Why Do They Keep Saying It?” – Repetitive Thoughts in Anxious Teens
- marcuslewton
- Jun 15
- 3 min read
“He knows it’s not true. We’ve explained it. But he keeps asking anyway.”
It’s one of the most exhausting parts of supporting a child with OCD or high anxiety. You answer the same question over and over. You offer reassurance. You help them think it through. And for a moment, it works. Then five minutes later:
“But what if I did?”
“Are you sure it’s not bad?”
“What if I was lying and didn’t mean to?”
Parents can end up trapped in a repetitive loop just as much as the young person. It can feel maddening, irrational—and also deeply worrying.
So why do they keep saying it?
When Thinking Doesn’t Work
From a logical point of view, it doesn’t make sense. Your child already knows the answer. They may even tell you so—“I know it’s stupid”—but they still have to say it. It’s not because they haven’t heard you. It’s because the part of them that’s speaking doesn’t feel heard by thinking.
And that’s the key.
Psychoanalytic theory offers a different way to listen. It tells us that not all parts of the mind are organised in neat sentences and rational thoughts. When emotion becomes overwhelming—when guilt, fear, shame, or confusion exceed what the mind can hold—thinking breaks down. The thought detaches from its emotional roots and begins to spin.
A Mask for What’s Unbearable
Wilfred Bion described this as a breakdown in alpha function—the mind’s ability to metabolise raw emotional experience into something thinkable. When this function fails, emotion gets split off from meaning. It can’t be digested. The mind panics and tries to solve the problem by repeating it.

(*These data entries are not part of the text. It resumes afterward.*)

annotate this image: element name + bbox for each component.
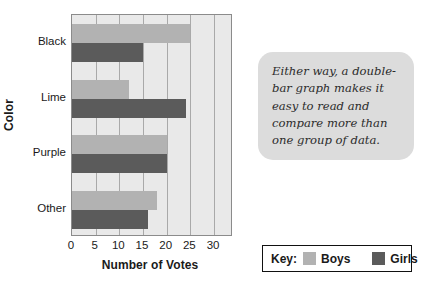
gridline [167,15,168,235]
x-axis-title: Number of Votes [60,258,240,272]
plot-area [71,14,232,236]
category-label-lime: Lime [18,92,66,104]
legend-label-boys: Boys [321,252,350,266]
x-tick-25: 25 [183,239,196,251]
y-axis-title: Color [2,85,16,145]
bar-other-boys [72,191,157,210]
x-tick-10: 10 [112,239,125,251]
category-label-purple: Purple [18,147,66,159]
legend-swatch-girls-icon [372,252,385,265]
bar-black-boys [72,24,190,43]
x-axis-tick-labels: 051015202530 [71,239,232,253]
legend: Key: Boys Girls [262,245,412,272]
x-tick-5: 5 [91,239,97,251]
callout-textbox: Either way, a double-bar graph makes it … [258,52,414,160]
bar-lime-boys [72,80,129,99]
y-axis-category-labels: BlackLimePurpleOther [18,14,66,236]
legend-title: Key: [271,252,297,266]
x-tick-15: 15 [136,239,149,251]
legend-label-girls: Girls [390,252,417,266]
gridline [190,15,191,235]
double-bar-chart: Color BlackLimePurpleOther 051015202530 … [0,0,248,282]
bar-purple-boys [72,135,167,154]
legend-entry-girls: Girls [372,252,417,266]
bar-other-girls [72,210,148,229]
x-tick-0: 0 [68,239,74,251]
legend-entry-boys: Boys [303,252,350,266]
legend-swatch-boys-icon [303,252,316,265]
gridline [214,15,215,235]
x-tick-20: 20 [159,239,172,251]
bar-purple-girls [72,154,167,173]
category-label-other: Other [18,203,66,215]
x-tick-30: 30 [207,239,220,251]
bar-black-girls [72,43,143,62]
category-label-black: Black [18,36,66,48]
bar-lime-girls [72,99,186,118]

That’s what repetitive intrusive thoughts often are: not rational worries, but fragments of undigested emotion. The mind keeps repeating them in the hope that someone—anyone—might finally be able to make them safe, make them known, make them bearable.
Think of the thought not as a question, but as a cry.
Not “Did I do something wrong?”
But “Am I still good even if I feel this bad inside?”
Why Reassurance Fails
When we answer with logic, we’re speaking to the rational mind. But the part of the adolescent that’s truly in distress isn’t operating on that level. It’s more primitive, more bodily, more emotionally raw. It isn’t soothed by words alone.
This is why reassurance often feels like it “doesn’t go in.” The child may even become more distressed after receiving it—because it highlights the gap between what they know and what they feel.
Instead of arguing with the thought, try listening to the feeling underneath it.
What Parents Can Say
You don’t need to agree with the thought to acknowledge the pain it carries. Try these kinds of responses:
“I think this is the scary part of your mind asking again. Let’s listen to it together.”
“You already know the answer. But it’s so uncomfortable, it keeps sneaking back in.”
“I wonder if this thought is standing in for a bigger feeling that we haven’t got words for yet.”
“You’re not bad. You’re scared. Let’s stay with it.”
You’re Not Reinforcing It—You’re Translating It
Parents sometimes worry that by “not shutting it down,” they’re making it worse. But the real work isn’t in dismissing the thought—it’s in helping the child relate to it differently. To hear it not as a threat, but as an echo of something human, painful, and able to be thought about.
Over time, this changes the texture of the thought. It becomes less urgent. Less dangerous. Less central. Because it has been heard.
The Thought Isn’t the Problem
The thought will come and go. The real question is: Can the child tolerate their internal world? Can they feel frightening emotions without being overtaken by them?
That’s what healing looks like.
And that’s what your presence supports. Not by solving the thought—but by standing alongside it.